Something of a green alert over in Shanghai. The stock market was soft again in the morning - for the fifth day in a row - as sentiment stayed weak.
Green because, as Tom Mitchell explains in Tuesday’s FT, on the mainland China bourse shares appear in red if they are rising, and green if they are falling. Near neighbour Hong Kong has precisely the reverse.
In any case, the resilient Shanghai Composite clawed its way back to finish the day up 106 points at 5,773.39. But red-green colourblindness is the least of the two markets’ challenges.
Chatter last week about a possible share swap mechanism, state-sponsored arbitrage if you will, boosted Hong Kong shares and depressed those on the mainland.
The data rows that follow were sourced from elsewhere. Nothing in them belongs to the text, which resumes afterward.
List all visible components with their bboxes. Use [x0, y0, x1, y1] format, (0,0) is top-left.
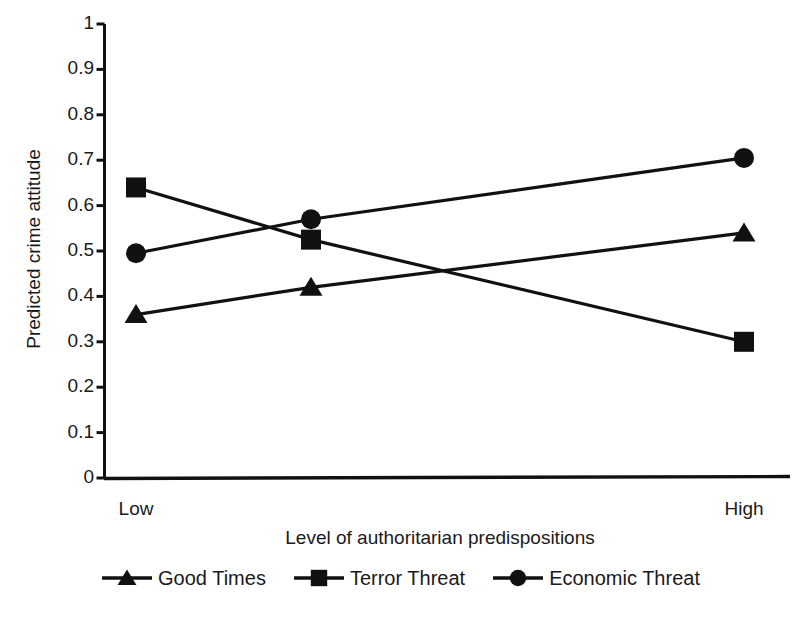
axis-lines — [104, 24, 790, 479]
series-line — [136, 158, 744, 253]
series-terror-threat — [126, 177, 754, 351]
circle-marker-icon — [126, 243, 146, 263]
circle-marker-icon — [491, 565, 545, 591]
data-series-layer — [125, 148, 756, 352]
x-axis-line — [104, 477, 790, 479]
square-marker-icon — [734, 332, 754, 352]
plot-area — [0, 0, 800, 619]
legend-item-terror-threat[interactable]: Terror Threat — [292, 565, 465, 591]
circle-marker-icon — [734, 148, 754, 168]
circle-marker-icon — [301, 209, 321, 229]
series-economic-threat — [126, 148, 754, 263]
legend-label: Economic Threat — [549, 567, 700, 590]
legend-label: Good Times — [158, 567, 266, 590]
square-marker-icon — [301, 230, 321, 250]
triangle-marker-icon — [100, 565, 154, 591]
chart-legend: Good TimesTerror ThreatEconomic Threat — [0, 565, 800, 591]
square-marker-icon — [126, 177, 146, 197]
legend-item-economic-threat[interactable]: Economic Threat — [491, 565, 700, 591]
series-line — [136, 233, 744, 315]
square-marker-icon — [311, 570, 327, 586]
legend-label: Terror Threat — [350, 567, 465, 590]
square-marker-icon — [292, 565, 346, 591]
triangle-marker-icon — [733, 222, 756, 241]
series-line — [136, 187, 744, 341]
line-chart-figure: Predicted crime attitude Level of author… — [0, 0, 800, 619]
legend-item-good-times[interactable]: Good Times — [100, 565, 266, 591]
circle-marker-icon — [510, 570, 526, 586]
Hong Kong’s rally has narrowed the gap between its H-shares and China’s A-shares - now 55 per cent on a weighted-average basis.
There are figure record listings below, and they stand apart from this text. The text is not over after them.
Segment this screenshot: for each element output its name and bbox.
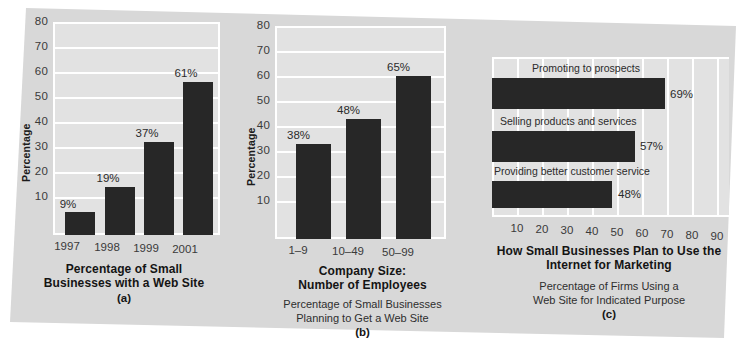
gridline-90	[717, 57, 719, 217]
chart-b-datalabel-1-9: 38%	[276, 129, 321, 141]
bar-10-49	[346, 119, 381, 239]
chart-b-ytick-60: 60	[250, 69, 270, 81]
chart-b-ytick-50: 50	[250, 94, 270, 106]
chart-b-ytick-70: 70	[250, 44, 270, 56]
chart-c-caption: Percentage of Firms Using a Web Site for…	[483, 280, 735, 307]
chart-a-title: Percentage of Small Businesses with a We…	[10, 262, 238, 290]
bar-selling-products-and-services	[492, 131, 635, 162]
chart-b-ytick-30: 30	[250, 144, 270, 156]
chart-b-xtick-50-99: 50–99	[373, 246, 423, 258]
chart-a-xtick-1999: 1999	[126, 242, 166, 254]
chart-c-datalabel-0: 69%	[670, 88, 693, 100]
chart-a-datalabel-1999: 37%	[127, 127, 167, 139]
chart-c-xtick-90: 90	[702, 230, 732, 242]
chart-a-xtick-1997: 1997	[47, 240, 87, 252]
chart-a-ytick-30: 30	[28, 140, 48, 152]
chart-b-letter: (b)	[250, 326, 475, 338]
gridline-70	[53, 47, 220, 49]
chart-a-ytick-20: 20	[28, 165, 48, 177]
axis-bottom	[492, 215, 729, 217]
axis-right	[444, 26, 446, 239]
gridline-70	[275, 51, 446, 53]
chart-b-datalabel-10-49: 48%	[326, 104, 371, 116]
bar-1998	[105, 187, 135, 235]
chart-a-ytick-50: 50	[28, 90, 48, 102]
chart-c-title: How Small Businesses Plan to Use the Int…	[483, 244, 735, 272]
chart-a-xtick-2001: 2001	[165, 243, 205, 255]
bar-1999	[144, 142, 174, 235]
chart-b-xtick-1-9: 1–9	[273, 244, 323, 256]
chart-c-datalabel-2: 48%	[618, 188, 641, 200]
chart-a-ytick-60: 60	[28, 65, 48, 77]
chart-b-caption: Percentage of Small Businesses Planning …	[250, 298, 475, 325]
gridline-80	[275, 26, 446, 28]
gridline-80	[53, 22, 220, 24]
chart-c-plot-area	[492, 57, 729, 217]
chart-b-ytick-10: 10	[250, 194, 270, 206]
chart-a-xtick-1998: 1998	[87, 241, 127, 253]
chart-c-barlabel-0: Promoting to prospects	[532, 62, 640, 74]
gridline-80	[692, 57, 694, 217]
axis-top	[492, 57, 729, 59]
bar-providing-better-customer-service	[492, 181, 612, 208]
gridline-70	[667, 57, 669, 217]
chart-c: Promoting to prospects Selling products …	[480, 0, 740, 355]
bar-50-99	[396, 76, 431, 239]
chart-b-title: Company Size: Number of Employees	[250, 264, 475, 292]
chart-b-ytick-40: 40	[250, 119, 270, 131]
bar-2001	[183, 82, 213, 235]
chart-a-datalabel-2001: 61%	[166, 67, 206, 79]
chart-a-ytick-70: 70	[28, 40, 48, 52]
chart-a-letter: (a)	[10, 292, 238, 304]
bar-1-9	[296, 144, 331, 239]
chart-c-barlabel-1: Selling products and services	[500, 115, 637, 127]
chart-b-ytick-20: 20	[250, 169, 270, 181]
chart-b-ytick-80: 80	[250, 19, 270, 31]
chart-b: Percentage 80 70 60 50 40 30 20 10 38% 4…	[245, 0, 480, 355]
chart-c-barlabel-2: Providing better customer service	[494, 165, 650, 177]
chart-a-datalabel-1998: 19%	[88, 172, 128, 184]
axis-right	[218, 22, 220, 235]
chart-c-letter: (c)	[483, 308, 735, 320]
bar-1997	[65, 212, 95, 235]
chart-a-ytick-10: 10	[28, 190, 48, 202]
chart-b-xtick-10-49: 10–49	[323, 245, 373, 257]
chart-a-ytick-80: 80	[28, 15, 48, 27]
chart-c-datalabel-1: 57%	[640, 140, 663, 152]
chart-b-datalabel-50-99: 65%	[376, 61, 421, 73]
chart-a-datalabel-1997: 9%	[50, 198, 86, 210]
bar-promoting-to-prospects	[492, 78, 665, 109]
chart-a: Percentage 80 70 60 50 40 30 20 10 9% 19…	[0, 0, 245, 355]
chart-a-ytick-40: 40	[28, 115, 48, 127]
But how such ‘red arb’ would be possible, given China’s strict capital controls, whch make it impossible for mainland investors to buy shares freely in Hong Kong and vice versa, remains in dispute, says Mitchell. Some argue that A-share valuations will moderate as Chinese corporate earnings rise and new share supply is increased, while institutional investor quotas should support a continued rerating in Hong Kong. The premium should narrow of its own accord.
The Lex column meanwhile thinks that arbitrage between different Chinese share classes is right up there with slimming chocolate: fervently desired and highly unlikely.
China has little to gain from such a move - issuers’ ability to raise cheap equity at home would be curtailed, and there is still a string of issuers waiting to “come home” by listing in Shanghai.